MMO readers will recall that earlier this year, the industry erupted over a public relations fiasco Activision-Blizzard failed to adequately counter: In the midst of yet another round of layoffs for the company, CEO Bobby Kotick, already one of the highest-paid CEOs in the country, was poised to take advantage of a dodgy clause in his contract that could see him rake in as much as $200M more in payouts.

The backlash led to Activision’s board announcing that it would be halving Kotick’s base salary and annual bonus in the future, but not before the original reporting curiously vanished from the internet and a whole wave of new and identical counternarrative articles claiming the $200M number was bogus started cropping up in searches. (We reported on that whole weird situation at the end of the original article; it seemed to us that Activision was very invested in discrediting the $200M figure without actually going on the record to deny it. Bloomberg currently puts Kotick’s estimated 2021 bonus haul at closer to $155M.)

In any case, the movement forward this week is that Activision-Blizzard’s annual shareholders meeting was yesterday, and apparently while the company was able to vote on most agenda items, the board has extended the voting on executive pay by an extra week, contending that shareholders needed more time. Since the news was announced in an Activision-Blizzard press release, of course, the company recommends that shareholders approve the board’s proposal and reiterates its position that it’s already done enough to curtail executive pay excesses. “The Company’s Compensation Committee, after discussions with our CEO, took a significant step to reduce the originally-anticipated value of his 2021 performance-based equity award – reducing the value of its maximum payout opportunity by approximately 40%,” AB says.

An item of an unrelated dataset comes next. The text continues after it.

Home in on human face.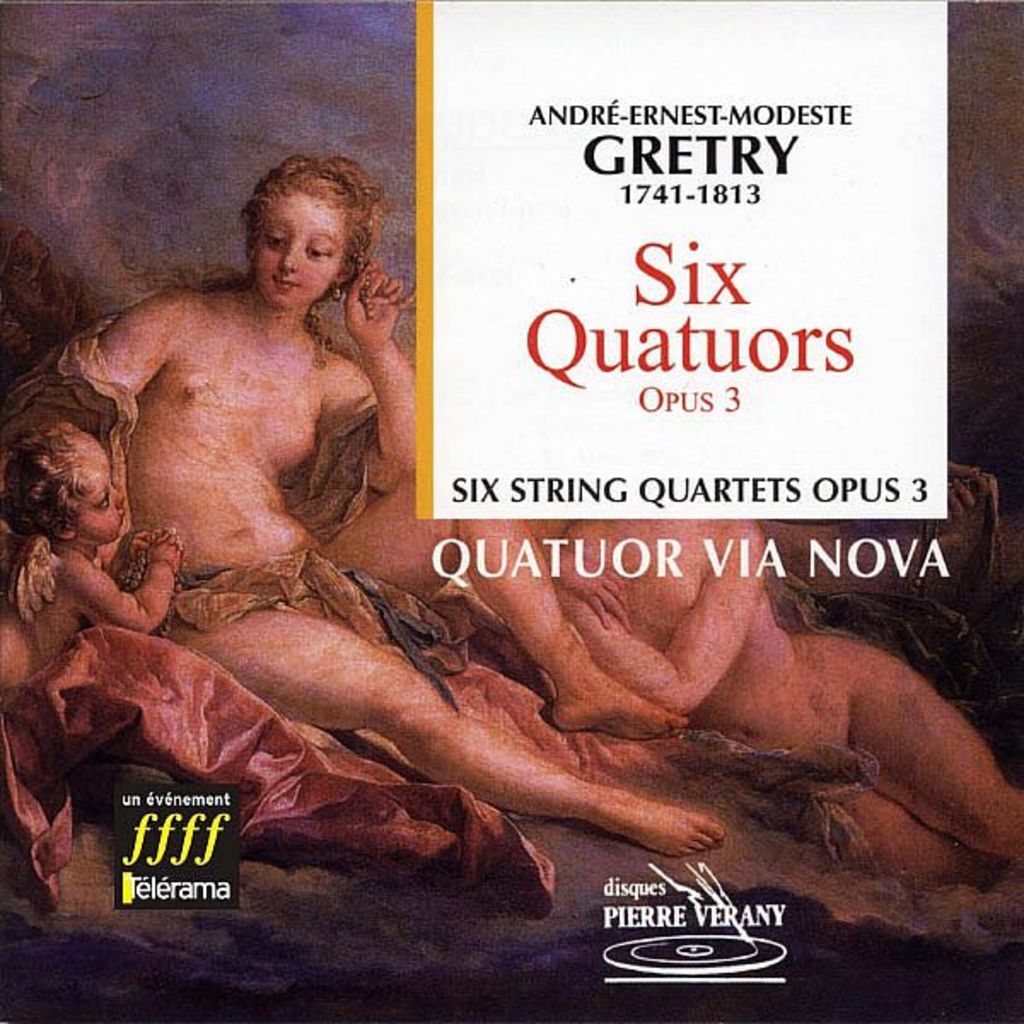
Homed in at (256,196,343,311).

But AB also uses the press release to disparage industry reporting on its C-suite compensation as “misleading” and implies that shareholders have traditionally supported the company’s executive pay, pointing to large majority votes in 2018 and 2019 but neglecting to mention 2020 when that was not the case. The shade appears to be directed at CtW Investment Group, which without a doubt has been the investor group at the forefront of agitation against corporate pay abuses in the last few years. The group, which purports to represent long-term Activision-Blizzard investors, declared a spiritual victory last year in its efforts to curb executive pay abuses when it convinced over 43% of AB shareholders to vote against AB’s “say-on-pay” policy. (It also successfully convinced a large majority of EA shareholders of the same.)

The group was back with a press release of its own last night, arguing that 86% of the votes were already in and that AB is merely trying to sway the vote. “Activision Blizzard board’s action today is desperate attempt to avoid losing the shareholder vote on executives’ pay,” CtW claims. “The Activision board should call an end to this charade.”